A Lesson in Vengeance(46)


“A school just for Godwin girls,” I muse aloud, saying what I know they want to hear. “We’d establish our own new theoretical perspective on the classic literary canon. They’d cite us in books.”

“Invite us to speak at conferences.”

“Interview us in the Times.”

“Debate whether we’re idiots or geniuses.”

“We’re both,” Leonie says, and even Kajal laughs.

But I can’t share their levity. A year ago Alex and I left this same party, went back to Godwin with the stolen Margery Skull concealed under my coat. We lit candles and spilled blood and called up the darkness.

This year, Samhain itself doesn’t fall until later in the week. But I can feel it approaching, the veil between this world and the next stretching ever thinner.

What might cross over when that veil splits?

I wish Ellis was here now, her arm looped through my elbow and her lips grazing my ear as she murmurs secrets. It’s easier to forget my ghosts when I have her.

The event is well under way by the time we arrive. We’re greeted by a girl wearing a top hat and a sour expression; clearly she drew the short straw for door duty tonight. The girl takes our coats and our bags and ushers us into the house proper, watching impatiently as we shuck off our shoes.

I regret that part soon enough. The floor is already sticky with spilled beer, red plastic cups are stacked on nearly every flat surface, and a few students dance with themselves in the living room where someone’s pushed all the furniture up to the walls.

“It’s a good thing Ellis didn’t come,” Kajal says, and Leonie neatly sidesteps an intoxicated girl who almost stumbles into her on her way to the drinks table.

She says it because she thinks Ellis wouldn’t like this kind of party, but I’m not sure I agree. I could see Ellis perfectly at home here; even with her dress shirts and suspenders, even in shiny bespoke shoes, she would inhabit this space the same way she does every other: like she belongs.

“I’m going to get a drink,” I say, and shoulder my way past a knot of rowdy Claremont House students to peruse the libations on offer. Almost every bottle left contains tequila.

This party is nothing like the Boleyn House fête at the start of the year, but I’m reminded of that night all the same. Clara is talking to Leonie about something inane, using gesture as punctuation, like she thinks everyone in this room ought to stop and listen to what she has to say, like she thinks she’s more important and more interesting than anyone else here. The murders Ellis and I are plotting might be hypothetical, but I can’t help thinking that one day, someone will get sick of Clara and push her down the stairs.

The tequila sloshes over my fingers when I pour it into a cup. Cheap clear liquor, the kind that burns on the way down and on the way back up, but erases the memory of everything that happens in between. I start drinking, and once I start, I find it hard to stop.

Just like your mother, a voice murmurs in the back of my mind. It should be enough to inspire sobriety, but thinking of my mother only makes me drink more.

The party slides into a blur of faces and bodies. I’m with the Godwin girls for most of the beginning; I remember that much. But then somehow I end up in the Lemont backyard under glittering market lights, slow jazz playing on vinyl, swaying with my hands reaching toward the sky. I find a beautiful girl who has eyes like night and skin cool as water. I tell the girl that, as I slide my touch along her cheek. A serial killer sort of thing to say—I love your skin—but she smiles at me.

“So forgiving,” I murmur. Her hand has caught my dress, thumb pushing a button free at its collar.

She looks nothing like Alex. Her hair is brown, not red. Her complexion is dark, not pale. But when I kiss her, I see Alex all the same.

Possession, I think, just for a moment. But is it really such a strange possibility as to be impossible? This girl’s hands are Alex’s hands, her tongue Alex’s tongue. I want to lace our souls together and make her forgive me.

The kiss breaks, and the girl touches my lips, our breath shallow and hot between us. “Do you want to go upstairs?” she says.

The answer rises to my mouth, but before I can say yes, I spot her: Ellis Haley, a slim figure in a tweed suit, watching us from across the backyard with her cigarette burning down to ashes in one hand.

“What is it?” asks the girl who isn’t Alex. When I look at her, she has her brows knit together and uncertainty written all over her face.

I take it back. This girl isn’t possessed. Alex has never been uncertain about anything in her life.

My gaze flicks back over her shoulder. Ellis is already gone.

“I have to go.” I extract myself from her arms and chase after the spot where Ellis had stood. The air still smells like her cigarette smoke, but the crowd has swallowed her up; I spin around, but all I see are strangers.

It’s freezing out here. How had I not noticed how cold it is?

Everyone out in the backyard exists in their own little world; I have to shove my way through with sharp elbows to get back inside. But inside is worse. Bass thumps through the floor, the windows sweating with the humidity of so many bodies; I trip over someone’s discarded shoes and hit the ground hard enough that it sends shock waves ricocheting up from my knees.

“Are you okay?”

It’s Hannah Stratford, of all people. She crouches down next to me, her mouth in a little pink O of affected concern.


### Task directions
Look through the lines below; wherever the word "title" appears, copy that line.

Entries taken from a collection:
★ ★ ★ ★ ★

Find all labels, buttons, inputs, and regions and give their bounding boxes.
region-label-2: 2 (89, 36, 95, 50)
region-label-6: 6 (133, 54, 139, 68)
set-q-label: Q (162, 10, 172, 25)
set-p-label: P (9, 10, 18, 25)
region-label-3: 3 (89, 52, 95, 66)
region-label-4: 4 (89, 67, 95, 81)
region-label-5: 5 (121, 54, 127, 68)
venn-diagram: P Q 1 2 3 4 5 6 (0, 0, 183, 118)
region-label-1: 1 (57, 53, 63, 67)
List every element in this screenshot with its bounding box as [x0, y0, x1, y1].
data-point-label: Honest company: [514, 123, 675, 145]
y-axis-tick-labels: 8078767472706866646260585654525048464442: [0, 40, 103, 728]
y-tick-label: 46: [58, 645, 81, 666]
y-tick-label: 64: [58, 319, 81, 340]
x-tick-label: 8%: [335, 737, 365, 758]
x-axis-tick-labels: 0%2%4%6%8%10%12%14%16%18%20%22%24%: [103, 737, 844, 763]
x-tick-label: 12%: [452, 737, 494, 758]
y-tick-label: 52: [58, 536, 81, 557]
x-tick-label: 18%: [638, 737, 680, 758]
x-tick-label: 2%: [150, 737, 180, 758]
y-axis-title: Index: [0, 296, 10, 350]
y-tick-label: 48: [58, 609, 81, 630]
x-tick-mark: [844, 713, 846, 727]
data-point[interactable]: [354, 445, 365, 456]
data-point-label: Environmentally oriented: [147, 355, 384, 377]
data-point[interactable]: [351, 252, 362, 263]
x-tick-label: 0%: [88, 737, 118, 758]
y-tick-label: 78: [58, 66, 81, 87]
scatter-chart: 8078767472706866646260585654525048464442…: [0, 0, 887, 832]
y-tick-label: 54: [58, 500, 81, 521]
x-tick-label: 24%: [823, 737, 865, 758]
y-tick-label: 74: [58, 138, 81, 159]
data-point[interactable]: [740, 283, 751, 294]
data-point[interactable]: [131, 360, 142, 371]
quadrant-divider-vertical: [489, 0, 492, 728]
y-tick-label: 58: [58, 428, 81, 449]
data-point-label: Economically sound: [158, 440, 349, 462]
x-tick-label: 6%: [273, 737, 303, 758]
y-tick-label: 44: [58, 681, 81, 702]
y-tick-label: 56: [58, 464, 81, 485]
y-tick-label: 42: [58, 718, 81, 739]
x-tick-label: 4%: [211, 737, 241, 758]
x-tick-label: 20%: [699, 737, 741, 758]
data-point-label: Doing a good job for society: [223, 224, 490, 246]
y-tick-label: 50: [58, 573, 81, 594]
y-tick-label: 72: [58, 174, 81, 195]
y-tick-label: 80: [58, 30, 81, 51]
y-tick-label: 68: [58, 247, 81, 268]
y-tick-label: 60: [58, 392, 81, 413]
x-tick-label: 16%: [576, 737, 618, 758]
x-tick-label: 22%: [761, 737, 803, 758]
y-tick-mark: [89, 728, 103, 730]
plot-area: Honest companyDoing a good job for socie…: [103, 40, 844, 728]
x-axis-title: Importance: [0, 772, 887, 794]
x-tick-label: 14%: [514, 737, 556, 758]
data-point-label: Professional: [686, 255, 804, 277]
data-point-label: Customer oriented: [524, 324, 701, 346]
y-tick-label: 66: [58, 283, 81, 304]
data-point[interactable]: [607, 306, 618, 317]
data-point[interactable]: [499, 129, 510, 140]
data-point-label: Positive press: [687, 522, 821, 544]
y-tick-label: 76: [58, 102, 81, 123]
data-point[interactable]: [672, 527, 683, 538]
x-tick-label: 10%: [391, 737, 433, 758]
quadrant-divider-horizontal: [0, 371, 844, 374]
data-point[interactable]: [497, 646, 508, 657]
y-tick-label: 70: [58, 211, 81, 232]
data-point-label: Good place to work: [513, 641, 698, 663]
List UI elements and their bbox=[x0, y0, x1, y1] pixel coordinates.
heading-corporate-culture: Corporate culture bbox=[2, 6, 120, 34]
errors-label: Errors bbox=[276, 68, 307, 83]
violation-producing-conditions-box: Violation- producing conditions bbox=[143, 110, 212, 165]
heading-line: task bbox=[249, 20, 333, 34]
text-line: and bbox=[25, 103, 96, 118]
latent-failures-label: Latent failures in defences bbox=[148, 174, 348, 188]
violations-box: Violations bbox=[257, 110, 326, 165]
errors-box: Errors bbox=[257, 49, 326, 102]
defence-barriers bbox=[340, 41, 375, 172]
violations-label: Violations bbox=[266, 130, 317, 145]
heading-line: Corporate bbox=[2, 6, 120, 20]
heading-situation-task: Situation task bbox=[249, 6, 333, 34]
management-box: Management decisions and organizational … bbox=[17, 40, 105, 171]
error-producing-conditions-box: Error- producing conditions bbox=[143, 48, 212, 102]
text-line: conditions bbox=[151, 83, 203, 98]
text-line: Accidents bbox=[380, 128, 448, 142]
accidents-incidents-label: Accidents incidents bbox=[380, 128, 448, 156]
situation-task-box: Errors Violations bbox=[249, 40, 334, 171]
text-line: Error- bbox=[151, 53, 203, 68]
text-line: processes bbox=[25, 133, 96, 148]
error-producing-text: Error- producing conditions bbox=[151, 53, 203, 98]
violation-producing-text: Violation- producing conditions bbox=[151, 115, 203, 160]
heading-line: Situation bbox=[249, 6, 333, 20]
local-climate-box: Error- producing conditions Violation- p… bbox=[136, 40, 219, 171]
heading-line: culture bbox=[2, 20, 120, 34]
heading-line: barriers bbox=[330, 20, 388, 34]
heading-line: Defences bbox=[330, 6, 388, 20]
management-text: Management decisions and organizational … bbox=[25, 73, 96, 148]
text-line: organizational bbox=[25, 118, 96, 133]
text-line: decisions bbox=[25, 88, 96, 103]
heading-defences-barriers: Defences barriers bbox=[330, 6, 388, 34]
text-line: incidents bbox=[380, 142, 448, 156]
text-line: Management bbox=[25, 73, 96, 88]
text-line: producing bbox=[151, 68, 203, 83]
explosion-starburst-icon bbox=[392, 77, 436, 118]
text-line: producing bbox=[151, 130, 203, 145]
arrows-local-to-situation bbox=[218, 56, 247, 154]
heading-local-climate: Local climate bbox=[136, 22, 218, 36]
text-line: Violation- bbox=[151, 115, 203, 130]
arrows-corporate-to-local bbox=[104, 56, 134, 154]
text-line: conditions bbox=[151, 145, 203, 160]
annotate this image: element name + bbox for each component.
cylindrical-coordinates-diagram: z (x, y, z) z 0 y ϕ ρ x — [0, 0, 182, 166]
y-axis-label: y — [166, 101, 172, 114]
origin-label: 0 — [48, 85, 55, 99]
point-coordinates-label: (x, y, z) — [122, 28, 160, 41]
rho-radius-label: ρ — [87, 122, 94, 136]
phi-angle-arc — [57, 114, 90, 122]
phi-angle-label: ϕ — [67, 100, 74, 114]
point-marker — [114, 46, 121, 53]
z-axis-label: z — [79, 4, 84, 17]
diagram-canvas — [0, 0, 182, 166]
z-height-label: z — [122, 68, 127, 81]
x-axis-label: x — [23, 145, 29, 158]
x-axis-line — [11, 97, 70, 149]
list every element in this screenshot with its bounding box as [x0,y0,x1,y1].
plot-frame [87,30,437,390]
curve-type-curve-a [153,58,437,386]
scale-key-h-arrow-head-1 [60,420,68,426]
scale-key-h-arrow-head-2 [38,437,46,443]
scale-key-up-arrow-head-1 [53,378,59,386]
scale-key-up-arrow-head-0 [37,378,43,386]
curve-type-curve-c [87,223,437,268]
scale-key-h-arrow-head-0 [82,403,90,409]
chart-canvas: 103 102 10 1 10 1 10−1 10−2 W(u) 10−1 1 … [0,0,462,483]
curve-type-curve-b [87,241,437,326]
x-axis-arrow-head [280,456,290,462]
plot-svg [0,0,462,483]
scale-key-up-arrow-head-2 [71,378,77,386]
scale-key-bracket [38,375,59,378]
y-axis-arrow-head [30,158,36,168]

★ ★ ★ ★ ★

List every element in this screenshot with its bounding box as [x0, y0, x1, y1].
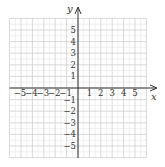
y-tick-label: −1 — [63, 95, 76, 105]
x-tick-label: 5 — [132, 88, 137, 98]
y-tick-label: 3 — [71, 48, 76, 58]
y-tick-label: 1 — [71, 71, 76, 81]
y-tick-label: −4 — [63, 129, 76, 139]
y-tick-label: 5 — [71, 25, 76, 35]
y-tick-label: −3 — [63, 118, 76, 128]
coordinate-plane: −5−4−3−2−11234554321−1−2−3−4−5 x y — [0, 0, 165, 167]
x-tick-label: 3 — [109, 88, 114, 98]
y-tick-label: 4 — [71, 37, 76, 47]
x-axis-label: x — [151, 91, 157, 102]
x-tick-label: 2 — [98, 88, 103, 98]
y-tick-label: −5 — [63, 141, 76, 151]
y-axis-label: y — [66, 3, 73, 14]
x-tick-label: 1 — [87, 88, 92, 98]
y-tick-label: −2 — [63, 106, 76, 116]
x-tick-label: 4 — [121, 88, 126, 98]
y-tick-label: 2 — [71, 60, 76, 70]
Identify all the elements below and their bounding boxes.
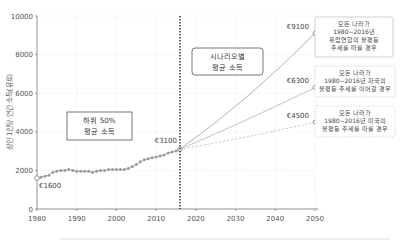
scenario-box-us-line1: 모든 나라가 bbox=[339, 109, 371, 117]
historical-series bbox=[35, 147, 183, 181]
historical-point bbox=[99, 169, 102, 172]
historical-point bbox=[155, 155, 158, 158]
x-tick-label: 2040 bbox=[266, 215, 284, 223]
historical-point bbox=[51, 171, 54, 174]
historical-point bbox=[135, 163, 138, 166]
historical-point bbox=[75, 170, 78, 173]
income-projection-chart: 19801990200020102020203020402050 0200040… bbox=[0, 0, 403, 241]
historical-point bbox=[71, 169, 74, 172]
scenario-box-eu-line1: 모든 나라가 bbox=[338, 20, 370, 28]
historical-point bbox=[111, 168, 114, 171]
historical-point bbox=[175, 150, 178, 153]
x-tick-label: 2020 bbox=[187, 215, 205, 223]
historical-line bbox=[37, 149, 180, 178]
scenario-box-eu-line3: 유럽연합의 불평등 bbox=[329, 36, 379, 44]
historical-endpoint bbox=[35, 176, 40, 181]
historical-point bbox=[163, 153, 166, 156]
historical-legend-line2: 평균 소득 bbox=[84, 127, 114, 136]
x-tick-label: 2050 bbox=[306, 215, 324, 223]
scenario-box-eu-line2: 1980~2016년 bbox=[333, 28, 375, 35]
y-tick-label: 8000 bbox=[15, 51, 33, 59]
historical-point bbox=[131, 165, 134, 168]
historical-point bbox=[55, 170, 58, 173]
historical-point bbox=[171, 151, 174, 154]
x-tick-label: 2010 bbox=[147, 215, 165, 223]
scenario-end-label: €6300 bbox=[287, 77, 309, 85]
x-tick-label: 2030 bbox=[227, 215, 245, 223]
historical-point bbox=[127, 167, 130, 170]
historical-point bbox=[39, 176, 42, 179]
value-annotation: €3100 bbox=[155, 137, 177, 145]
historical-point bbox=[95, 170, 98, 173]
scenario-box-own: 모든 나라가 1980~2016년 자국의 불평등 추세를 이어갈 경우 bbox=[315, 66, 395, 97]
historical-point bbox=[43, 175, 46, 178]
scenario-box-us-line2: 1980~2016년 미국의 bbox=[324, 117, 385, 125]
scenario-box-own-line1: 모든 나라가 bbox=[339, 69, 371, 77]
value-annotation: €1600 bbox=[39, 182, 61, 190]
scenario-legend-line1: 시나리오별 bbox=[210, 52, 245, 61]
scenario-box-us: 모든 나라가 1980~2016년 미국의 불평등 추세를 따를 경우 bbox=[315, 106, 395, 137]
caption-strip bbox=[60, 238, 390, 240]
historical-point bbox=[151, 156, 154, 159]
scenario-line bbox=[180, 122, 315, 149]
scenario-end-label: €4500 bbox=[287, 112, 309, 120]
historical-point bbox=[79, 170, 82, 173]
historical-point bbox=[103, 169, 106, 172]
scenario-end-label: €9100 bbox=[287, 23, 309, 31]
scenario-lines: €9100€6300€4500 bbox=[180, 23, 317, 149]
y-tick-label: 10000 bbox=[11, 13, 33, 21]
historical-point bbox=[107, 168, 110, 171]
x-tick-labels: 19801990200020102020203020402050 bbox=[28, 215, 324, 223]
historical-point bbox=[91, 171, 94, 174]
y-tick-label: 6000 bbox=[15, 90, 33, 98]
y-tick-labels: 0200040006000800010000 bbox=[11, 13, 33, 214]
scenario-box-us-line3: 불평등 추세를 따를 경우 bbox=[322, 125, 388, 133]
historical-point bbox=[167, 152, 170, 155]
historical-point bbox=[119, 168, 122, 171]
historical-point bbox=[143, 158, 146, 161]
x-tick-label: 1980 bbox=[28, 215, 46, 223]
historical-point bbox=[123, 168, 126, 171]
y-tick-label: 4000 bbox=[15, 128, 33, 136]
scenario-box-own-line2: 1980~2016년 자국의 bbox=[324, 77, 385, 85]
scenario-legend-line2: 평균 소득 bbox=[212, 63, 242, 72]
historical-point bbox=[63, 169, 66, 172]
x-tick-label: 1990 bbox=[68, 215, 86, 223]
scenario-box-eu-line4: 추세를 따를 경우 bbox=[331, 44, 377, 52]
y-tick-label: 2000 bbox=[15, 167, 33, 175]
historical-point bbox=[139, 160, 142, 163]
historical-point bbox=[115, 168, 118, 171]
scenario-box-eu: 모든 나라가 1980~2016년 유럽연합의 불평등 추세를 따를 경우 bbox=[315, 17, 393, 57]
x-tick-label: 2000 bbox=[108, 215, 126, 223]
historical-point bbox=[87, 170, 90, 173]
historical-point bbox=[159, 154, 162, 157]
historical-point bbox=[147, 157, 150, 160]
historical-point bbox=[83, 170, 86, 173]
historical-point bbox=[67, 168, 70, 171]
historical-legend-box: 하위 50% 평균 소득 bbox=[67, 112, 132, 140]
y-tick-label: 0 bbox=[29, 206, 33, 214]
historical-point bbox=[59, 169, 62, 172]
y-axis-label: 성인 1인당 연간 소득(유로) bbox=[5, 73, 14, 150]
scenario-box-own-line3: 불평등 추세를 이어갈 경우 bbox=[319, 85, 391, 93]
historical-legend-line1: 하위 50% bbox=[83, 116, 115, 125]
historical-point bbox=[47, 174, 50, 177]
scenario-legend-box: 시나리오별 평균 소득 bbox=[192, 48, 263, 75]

★ ★ ★ ★ ★

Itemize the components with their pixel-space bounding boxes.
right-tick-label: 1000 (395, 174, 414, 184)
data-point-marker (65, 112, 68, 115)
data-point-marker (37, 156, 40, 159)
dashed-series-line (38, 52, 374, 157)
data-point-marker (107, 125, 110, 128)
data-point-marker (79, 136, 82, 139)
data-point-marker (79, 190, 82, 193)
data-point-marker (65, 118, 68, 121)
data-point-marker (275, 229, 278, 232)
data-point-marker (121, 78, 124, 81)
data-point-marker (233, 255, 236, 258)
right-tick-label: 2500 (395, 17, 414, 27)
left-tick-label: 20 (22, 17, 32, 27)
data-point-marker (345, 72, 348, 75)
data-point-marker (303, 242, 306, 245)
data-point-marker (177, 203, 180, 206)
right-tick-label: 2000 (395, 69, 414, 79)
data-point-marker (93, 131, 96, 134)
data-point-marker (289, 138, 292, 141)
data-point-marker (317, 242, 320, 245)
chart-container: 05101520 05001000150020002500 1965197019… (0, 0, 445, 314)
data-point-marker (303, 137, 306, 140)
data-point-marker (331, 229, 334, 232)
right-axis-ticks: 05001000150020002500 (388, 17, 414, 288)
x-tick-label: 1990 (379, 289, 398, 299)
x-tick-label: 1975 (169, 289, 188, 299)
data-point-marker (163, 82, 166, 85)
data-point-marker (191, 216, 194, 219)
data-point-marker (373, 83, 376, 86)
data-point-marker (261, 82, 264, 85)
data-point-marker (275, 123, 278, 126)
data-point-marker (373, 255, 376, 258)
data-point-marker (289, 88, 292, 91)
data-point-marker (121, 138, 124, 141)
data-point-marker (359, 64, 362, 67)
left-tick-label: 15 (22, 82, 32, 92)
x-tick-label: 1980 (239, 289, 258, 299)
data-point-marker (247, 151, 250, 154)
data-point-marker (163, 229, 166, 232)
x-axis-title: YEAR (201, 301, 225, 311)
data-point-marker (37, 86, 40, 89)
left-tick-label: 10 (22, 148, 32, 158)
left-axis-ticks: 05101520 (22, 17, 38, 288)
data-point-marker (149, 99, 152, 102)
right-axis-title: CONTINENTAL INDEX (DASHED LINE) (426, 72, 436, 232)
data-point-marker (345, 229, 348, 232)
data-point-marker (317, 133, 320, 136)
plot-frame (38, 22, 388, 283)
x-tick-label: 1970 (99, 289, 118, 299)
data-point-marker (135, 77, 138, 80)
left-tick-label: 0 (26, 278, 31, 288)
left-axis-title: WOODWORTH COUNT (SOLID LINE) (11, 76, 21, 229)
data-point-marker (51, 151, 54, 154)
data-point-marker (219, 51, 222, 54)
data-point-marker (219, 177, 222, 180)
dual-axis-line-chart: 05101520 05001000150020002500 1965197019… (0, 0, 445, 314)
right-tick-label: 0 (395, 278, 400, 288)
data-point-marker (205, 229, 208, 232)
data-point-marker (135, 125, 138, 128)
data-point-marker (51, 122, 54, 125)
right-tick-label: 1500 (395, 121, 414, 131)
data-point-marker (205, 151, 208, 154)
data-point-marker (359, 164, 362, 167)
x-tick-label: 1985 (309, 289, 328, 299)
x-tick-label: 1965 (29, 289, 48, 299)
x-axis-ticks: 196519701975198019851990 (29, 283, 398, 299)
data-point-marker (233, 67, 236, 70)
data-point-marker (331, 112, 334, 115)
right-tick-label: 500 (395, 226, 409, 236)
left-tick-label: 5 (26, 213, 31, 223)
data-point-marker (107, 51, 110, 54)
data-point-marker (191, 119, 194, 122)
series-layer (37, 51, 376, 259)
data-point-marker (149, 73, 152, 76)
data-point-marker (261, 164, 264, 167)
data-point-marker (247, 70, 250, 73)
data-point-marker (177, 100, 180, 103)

★ ★ ★ ★ ★

### Completed exercise
y-axis-title: Index: [0, 296, 10, 350]
x-axis-title: Importance: [0, 772, 887, 794]
x-axis-title: YEAR (201, 301, 225, 311)
right-axis-title: CONTINENTAL INDEX (DASHED LINE) (426, 72, 436, 232)
left-axis-title: WOODWORTH COUNT (SOLID LINE) (11, 76, 21, 229)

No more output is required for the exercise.